Cellardyke in World War 1

Cellardyke Lassies: Nellie and Ailass in WW1

This photograph shows the steam drifter The Alices KY 210. It was named by Henry Bett (thereafter nicknamed ‘Ailassies Henry’) after his daughter Alice Pratt Bett, his mother Alice Pratt, his sister Alice Bett and his grandmother Alice Bridges. In WW1 most local steam drifters were requisitioned, so ‘the fishing’, such a part of all Cellardyke livelihoods, was greatly diminished.

Alices KY210

WW1 brought the urgent need to produce more ammunition. Girls from all over Britain were asked to support the war effort.

Best friends Nellie and Ailass were recruited from Cellardyke. They looked after the ‘munitionettes’, the name given to the girls employed in munition (ammunition) factories.

The back of their photograph says: ‘Nellie [Helen Watson] and Ailass [Alice Bett] working as housemaids in the hostel where the munition girls lived.    They had made their own outfits.’

Nellie and Ailass were sent to a factory in Gretna Green, where they worked hard. A family member’s account reads: ‘Sometimes Ailass had to rise at 4 a.m. to make breakfast porridge. Nellie went round with the bell to wake the girls. They scrubbed stairs and floors, did general cleaning and waited at tables. Everyone had to wash up for one hundred girls and the plates were higher than Babs, the scullery maid. At night Babs danced and when they heard Matron coming they jumped into bed with their clothes on!’

Girls like Nellie and Ailass, both daughters of fishermen, were relieved of the drudgery of mending the fishing nets – a task expected of the village’s women. Brothers and friends had already left to fight for, and protect, their country, with Nellie’s brother Tom joining the Black Watch and Ailass’s brother John serving as a Royal Naval Reservist.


What you are asked to do: Please filter the data down to the lines that include the word "Blocker" and copy them.

Records for this exercise: Begin

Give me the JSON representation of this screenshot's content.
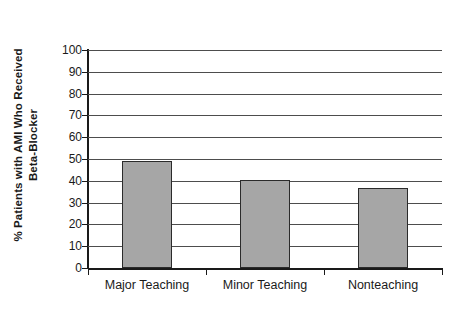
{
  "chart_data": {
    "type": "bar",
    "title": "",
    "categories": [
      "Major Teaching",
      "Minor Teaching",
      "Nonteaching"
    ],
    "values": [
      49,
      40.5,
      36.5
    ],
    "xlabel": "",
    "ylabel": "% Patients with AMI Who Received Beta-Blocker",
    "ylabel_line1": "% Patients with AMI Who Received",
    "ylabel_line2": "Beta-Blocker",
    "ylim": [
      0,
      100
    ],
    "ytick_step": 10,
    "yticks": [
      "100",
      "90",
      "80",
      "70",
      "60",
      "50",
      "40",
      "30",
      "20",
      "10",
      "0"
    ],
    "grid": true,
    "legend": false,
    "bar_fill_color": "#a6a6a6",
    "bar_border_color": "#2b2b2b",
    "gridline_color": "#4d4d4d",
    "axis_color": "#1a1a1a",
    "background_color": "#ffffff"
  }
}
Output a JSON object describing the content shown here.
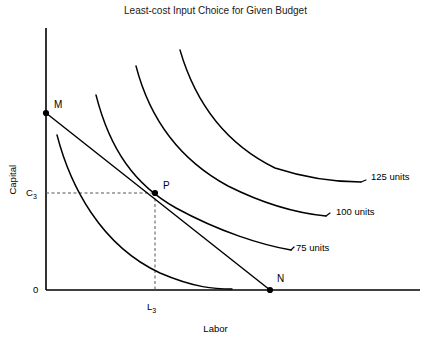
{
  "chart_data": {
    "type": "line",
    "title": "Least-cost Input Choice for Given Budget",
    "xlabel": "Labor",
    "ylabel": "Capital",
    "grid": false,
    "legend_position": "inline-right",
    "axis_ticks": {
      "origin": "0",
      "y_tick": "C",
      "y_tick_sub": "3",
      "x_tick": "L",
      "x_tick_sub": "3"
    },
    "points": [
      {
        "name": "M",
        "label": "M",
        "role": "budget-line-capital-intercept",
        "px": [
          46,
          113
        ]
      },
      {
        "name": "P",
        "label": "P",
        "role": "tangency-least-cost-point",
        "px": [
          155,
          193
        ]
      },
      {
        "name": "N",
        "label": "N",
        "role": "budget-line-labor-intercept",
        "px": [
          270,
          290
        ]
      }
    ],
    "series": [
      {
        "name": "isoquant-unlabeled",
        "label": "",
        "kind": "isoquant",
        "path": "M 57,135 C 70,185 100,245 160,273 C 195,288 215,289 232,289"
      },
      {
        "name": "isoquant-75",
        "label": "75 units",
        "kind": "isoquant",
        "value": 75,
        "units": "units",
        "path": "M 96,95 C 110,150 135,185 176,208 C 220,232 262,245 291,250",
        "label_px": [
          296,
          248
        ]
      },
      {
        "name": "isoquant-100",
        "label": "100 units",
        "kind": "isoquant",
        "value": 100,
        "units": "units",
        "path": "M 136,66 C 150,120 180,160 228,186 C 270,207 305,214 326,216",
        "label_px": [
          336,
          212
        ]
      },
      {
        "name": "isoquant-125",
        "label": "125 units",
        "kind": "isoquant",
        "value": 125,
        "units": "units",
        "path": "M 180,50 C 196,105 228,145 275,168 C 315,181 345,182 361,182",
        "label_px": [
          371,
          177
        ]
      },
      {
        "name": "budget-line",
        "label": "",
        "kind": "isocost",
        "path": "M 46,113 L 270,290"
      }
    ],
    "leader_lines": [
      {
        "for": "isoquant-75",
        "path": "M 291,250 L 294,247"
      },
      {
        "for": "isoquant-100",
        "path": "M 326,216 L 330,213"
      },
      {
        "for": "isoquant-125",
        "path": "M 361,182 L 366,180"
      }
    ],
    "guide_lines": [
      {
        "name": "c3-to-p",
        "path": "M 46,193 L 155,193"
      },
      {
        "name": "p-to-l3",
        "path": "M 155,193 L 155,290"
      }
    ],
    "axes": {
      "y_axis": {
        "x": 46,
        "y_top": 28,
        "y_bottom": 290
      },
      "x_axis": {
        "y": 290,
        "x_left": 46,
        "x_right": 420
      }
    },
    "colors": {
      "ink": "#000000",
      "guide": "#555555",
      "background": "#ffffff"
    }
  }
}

Records for this exercise: End

Answer for the task:
    "ylabel": "% Patients with AMI Who Received Beta-Blocker",
    "ylabel_line2": "Beta-Blocker",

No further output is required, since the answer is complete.